Paying tax bills can be a challenging time for both business owners and sole traders alike. Of course if your business is very successful, tax is simply an expense that needs to be met when your tax payment deadline rolls around. However, there are also many small enterprises that don’t enjoy the comfort of high levels of excess cashflow. For these businesses, the tax payment deadline can be a stressful time, gathering all expenses together and working with your accountant to identify ways in which you can legitimately reduce your tax liability.
Pension contributions are rightly viewed as one of the most effective ways of reducing your tax liability. The challenge is often having the spare cashflow to make that pension contribution while also being able to meet your tax payment! And as a result, the pension contribution often gets reduced or indeed removed in order to meet the tax liability. The unintended consequence of this is that your retirement plans and future lifestyle are now at risk.
So what’s the alternative?
The approach that many sole traders and business owners take to overcome this problem is to make pension contributions regularly (usually monthly) throughout the year, rather than leaving the pension contribution until the last minute. This approach has a number of advantages.
You’re putting yourself at the top of the queue
Leaving your pension contribution until the end of the year results in this payment being based effectively on money available, rather than your retirement plans. The outcome is often a reduced pension contribution and when this happens, the loser is your future self. Your retirement plan is being paid after everybody else, putting you right at the back of your cashflow queue.
The alternative is to work with us on identifying a sustainable regular amount. By then making this contribution regularly each month, you have accelerated yourself to the top of the queue, putting your future self before other expenses. After a while, this simply becomes another regular expense of the business (like your rent, salaries, power and other monthly payments) but now you are truly working for yourself and not just to pay other people’s bills.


— WORK INSTRUCTIONS —
Find how many lines below mention "bounding". Nothing but the number is needed.
● ● ● ●
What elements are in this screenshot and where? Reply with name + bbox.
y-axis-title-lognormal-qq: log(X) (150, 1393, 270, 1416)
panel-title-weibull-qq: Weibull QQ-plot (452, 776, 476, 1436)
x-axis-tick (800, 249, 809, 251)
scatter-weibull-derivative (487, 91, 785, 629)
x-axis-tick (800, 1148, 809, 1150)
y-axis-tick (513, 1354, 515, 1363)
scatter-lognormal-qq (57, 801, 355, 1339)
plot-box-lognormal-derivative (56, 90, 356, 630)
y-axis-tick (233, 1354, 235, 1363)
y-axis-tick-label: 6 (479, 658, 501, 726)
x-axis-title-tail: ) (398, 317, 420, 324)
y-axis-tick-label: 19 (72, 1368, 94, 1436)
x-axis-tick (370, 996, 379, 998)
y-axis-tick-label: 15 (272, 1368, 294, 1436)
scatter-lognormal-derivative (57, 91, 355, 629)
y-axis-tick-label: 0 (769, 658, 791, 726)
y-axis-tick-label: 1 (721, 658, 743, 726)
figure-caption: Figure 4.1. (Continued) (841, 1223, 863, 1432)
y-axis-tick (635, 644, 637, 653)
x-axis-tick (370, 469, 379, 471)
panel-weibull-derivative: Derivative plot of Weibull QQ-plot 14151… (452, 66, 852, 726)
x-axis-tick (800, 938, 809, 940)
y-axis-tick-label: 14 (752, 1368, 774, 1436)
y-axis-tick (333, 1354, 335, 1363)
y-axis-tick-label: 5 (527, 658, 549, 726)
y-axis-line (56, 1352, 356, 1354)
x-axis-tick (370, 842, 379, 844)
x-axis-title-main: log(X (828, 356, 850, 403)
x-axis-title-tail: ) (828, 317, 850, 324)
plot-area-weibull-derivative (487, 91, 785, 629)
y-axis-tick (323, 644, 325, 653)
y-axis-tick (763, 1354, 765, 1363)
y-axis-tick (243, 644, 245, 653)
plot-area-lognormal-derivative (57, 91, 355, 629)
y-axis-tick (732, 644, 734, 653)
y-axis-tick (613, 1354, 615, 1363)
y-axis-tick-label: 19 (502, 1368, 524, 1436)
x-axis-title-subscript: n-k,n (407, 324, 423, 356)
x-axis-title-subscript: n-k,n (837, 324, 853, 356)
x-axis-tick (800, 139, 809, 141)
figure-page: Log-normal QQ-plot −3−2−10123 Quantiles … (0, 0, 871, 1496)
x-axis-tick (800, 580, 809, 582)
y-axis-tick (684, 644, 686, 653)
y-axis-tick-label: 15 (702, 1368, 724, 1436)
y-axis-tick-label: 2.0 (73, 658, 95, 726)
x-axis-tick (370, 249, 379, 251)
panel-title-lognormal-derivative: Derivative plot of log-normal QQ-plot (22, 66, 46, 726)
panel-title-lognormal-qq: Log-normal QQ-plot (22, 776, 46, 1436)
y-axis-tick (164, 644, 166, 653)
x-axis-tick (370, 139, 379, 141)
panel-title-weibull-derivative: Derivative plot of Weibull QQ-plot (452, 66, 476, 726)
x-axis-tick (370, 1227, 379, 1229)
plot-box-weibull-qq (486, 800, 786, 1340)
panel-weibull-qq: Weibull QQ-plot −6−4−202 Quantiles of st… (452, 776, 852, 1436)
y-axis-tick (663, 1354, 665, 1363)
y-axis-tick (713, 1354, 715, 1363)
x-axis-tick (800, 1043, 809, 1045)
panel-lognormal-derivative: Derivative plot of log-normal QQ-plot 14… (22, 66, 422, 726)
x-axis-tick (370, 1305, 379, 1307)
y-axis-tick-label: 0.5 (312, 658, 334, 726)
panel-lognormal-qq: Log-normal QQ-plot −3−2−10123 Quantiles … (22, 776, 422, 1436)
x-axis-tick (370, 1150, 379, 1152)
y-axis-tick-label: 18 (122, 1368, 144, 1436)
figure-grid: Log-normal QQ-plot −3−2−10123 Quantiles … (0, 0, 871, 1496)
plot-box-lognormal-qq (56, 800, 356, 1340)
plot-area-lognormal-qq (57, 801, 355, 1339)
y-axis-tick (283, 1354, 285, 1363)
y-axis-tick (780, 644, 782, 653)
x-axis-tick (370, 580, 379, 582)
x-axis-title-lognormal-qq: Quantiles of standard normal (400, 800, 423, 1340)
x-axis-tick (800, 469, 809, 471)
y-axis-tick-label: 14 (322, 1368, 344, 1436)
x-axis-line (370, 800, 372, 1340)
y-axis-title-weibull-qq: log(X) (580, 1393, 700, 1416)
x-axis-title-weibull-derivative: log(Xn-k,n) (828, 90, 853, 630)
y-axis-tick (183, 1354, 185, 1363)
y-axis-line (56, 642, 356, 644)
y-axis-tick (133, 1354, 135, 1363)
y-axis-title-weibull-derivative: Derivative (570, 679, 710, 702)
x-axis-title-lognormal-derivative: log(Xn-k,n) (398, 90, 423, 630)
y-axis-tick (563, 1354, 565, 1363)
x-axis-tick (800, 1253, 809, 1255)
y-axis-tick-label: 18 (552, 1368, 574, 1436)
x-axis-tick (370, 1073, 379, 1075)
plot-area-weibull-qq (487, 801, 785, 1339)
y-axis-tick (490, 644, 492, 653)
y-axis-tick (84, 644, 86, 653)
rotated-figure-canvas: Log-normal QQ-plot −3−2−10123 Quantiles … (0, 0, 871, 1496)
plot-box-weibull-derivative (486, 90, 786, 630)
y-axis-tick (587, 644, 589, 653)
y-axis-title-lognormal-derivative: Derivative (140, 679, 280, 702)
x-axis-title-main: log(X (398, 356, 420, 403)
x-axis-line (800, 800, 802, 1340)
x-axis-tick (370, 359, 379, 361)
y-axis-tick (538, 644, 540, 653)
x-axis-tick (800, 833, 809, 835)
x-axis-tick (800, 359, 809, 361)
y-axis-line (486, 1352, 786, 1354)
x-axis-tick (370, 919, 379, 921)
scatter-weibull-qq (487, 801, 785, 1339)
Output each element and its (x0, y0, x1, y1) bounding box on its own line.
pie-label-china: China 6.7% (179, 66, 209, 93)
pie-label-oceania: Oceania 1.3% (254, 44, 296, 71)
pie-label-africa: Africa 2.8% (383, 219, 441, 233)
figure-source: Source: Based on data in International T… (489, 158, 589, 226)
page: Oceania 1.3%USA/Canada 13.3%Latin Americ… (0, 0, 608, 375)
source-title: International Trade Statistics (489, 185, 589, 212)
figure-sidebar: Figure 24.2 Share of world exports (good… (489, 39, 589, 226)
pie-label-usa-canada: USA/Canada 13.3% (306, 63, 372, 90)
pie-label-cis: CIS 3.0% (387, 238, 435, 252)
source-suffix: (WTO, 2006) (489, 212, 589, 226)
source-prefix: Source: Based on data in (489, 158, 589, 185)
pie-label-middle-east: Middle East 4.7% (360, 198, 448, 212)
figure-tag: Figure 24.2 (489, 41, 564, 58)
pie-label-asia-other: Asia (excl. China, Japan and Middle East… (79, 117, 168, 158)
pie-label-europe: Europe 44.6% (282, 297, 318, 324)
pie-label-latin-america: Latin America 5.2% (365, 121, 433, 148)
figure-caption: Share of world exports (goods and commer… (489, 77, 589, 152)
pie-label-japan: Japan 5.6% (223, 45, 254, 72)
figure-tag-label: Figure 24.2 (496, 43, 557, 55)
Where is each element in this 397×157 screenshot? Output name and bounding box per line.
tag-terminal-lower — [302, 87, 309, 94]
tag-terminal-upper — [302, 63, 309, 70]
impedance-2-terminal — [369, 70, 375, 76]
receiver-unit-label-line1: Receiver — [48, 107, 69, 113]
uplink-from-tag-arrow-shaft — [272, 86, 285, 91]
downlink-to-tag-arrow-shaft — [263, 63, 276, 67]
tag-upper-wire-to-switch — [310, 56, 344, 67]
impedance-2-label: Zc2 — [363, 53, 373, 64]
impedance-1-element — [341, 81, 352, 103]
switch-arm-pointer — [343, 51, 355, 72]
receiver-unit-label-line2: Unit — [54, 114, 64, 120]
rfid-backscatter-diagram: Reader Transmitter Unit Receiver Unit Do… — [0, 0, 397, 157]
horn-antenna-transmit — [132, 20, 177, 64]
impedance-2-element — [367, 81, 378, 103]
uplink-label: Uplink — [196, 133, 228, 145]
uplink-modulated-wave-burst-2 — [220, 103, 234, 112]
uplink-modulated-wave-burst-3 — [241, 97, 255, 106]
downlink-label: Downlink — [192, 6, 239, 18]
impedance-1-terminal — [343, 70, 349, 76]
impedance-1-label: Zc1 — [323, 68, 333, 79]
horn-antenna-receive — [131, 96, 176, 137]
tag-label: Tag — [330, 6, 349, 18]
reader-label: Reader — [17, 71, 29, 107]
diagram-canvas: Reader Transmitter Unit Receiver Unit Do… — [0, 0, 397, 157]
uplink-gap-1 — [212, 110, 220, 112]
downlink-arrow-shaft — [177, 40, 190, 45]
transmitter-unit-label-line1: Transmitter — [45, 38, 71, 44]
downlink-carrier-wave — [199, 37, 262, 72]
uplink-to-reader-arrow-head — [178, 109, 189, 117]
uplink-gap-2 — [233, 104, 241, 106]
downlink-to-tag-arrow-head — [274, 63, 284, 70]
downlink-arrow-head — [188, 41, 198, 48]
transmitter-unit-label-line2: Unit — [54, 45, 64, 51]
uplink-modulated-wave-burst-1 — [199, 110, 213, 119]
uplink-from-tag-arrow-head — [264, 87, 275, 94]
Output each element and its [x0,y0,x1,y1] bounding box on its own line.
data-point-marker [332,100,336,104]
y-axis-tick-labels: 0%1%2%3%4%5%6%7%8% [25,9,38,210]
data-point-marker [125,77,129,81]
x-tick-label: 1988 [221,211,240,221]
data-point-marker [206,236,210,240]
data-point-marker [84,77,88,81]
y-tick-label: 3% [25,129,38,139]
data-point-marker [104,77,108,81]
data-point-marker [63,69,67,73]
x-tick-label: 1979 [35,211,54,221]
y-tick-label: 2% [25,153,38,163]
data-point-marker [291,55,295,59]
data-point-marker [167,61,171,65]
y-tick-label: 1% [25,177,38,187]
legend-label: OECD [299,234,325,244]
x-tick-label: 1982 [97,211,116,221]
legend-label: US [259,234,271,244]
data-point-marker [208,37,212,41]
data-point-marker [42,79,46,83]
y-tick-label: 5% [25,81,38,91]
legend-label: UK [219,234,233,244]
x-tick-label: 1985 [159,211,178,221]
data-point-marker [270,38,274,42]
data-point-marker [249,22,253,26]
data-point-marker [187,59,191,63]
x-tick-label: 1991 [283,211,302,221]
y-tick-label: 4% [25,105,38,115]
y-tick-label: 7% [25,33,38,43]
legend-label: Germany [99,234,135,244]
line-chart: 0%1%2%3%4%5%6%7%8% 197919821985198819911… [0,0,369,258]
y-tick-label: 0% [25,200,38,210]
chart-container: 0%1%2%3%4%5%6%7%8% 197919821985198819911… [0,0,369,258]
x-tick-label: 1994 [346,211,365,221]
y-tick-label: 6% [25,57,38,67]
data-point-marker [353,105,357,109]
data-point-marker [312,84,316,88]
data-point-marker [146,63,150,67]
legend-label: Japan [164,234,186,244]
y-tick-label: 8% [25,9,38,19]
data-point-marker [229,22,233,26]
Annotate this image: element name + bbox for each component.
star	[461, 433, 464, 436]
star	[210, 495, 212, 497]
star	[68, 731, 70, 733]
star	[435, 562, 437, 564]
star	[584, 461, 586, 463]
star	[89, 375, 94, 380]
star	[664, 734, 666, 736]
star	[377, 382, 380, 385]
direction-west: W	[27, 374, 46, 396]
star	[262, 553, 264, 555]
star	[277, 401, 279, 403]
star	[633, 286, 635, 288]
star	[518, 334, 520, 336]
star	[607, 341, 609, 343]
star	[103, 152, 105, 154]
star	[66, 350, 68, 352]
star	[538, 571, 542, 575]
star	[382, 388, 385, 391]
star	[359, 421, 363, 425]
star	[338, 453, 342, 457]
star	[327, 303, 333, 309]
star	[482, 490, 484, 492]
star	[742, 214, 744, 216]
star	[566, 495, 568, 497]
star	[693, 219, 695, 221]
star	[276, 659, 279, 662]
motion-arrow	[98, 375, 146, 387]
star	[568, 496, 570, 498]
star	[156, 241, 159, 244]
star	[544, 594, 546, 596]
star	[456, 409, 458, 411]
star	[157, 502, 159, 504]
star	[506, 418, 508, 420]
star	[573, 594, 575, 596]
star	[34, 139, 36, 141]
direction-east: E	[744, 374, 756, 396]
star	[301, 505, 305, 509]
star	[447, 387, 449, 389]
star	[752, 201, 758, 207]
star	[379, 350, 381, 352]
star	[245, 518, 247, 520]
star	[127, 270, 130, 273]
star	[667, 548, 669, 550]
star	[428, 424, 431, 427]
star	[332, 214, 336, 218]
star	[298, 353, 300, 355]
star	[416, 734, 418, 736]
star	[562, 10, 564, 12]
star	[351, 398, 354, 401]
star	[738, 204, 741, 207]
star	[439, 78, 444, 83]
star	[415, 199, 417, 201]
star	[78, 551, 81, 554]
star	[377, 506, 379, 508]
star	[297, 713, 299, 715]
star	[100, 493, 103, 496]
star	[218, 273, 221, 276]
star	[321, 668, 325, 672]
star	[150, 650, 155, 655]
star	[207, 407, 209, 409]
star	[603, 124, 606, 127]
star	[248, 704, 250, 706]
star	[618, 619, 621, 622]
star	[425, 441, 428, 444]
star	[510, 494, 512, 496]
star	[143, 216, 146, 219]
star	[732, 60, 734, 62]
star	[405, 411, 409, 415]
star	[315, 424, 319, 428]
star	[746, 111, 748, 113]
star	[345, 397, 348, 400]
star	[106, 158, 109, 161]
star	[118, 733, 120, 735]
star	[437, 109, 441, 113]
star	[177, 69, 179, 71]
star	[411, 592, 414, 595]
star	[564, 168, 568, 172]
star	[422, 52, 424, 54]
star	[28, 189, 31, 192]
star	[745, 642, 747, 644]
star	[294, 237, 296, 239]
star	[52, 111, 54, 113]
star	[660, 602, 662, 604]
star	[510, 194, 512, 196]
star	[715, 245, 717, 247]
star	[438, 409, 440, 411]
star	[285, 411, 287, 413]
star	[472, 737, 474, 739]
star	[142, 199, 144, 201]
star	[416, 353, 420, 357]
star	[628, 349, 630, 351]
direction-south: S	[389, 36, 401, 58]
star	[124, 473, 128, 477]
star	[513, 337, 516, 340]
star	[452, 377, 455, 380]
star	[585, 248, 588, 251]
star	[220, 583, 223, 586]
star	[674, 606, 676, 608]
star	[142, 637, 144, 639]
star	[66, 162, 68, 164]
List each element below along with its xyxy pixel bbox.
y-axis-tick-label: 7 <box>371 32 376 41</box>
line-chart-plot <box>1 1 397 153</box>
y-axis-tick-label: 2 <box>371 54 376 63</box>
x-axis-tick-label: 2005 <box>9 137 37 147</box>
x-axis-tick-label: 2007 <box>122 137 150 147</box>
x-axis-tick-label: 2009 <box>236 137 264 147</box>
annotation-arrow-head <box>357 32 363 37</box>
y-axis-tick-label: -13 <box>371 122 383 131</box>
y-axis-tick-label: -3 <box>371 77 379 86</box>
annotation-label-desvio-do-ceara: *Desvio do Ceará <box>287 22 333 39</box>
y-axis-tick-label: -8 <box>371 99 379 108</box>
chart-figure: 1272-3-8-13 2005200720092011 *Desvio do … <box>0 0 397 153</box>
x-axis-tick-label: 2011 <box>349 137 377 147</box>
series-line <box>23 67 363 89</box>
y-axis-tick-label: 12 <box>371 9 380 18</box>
● ● ● ●
— SOLUTION FOR THIS EXERCISE —
3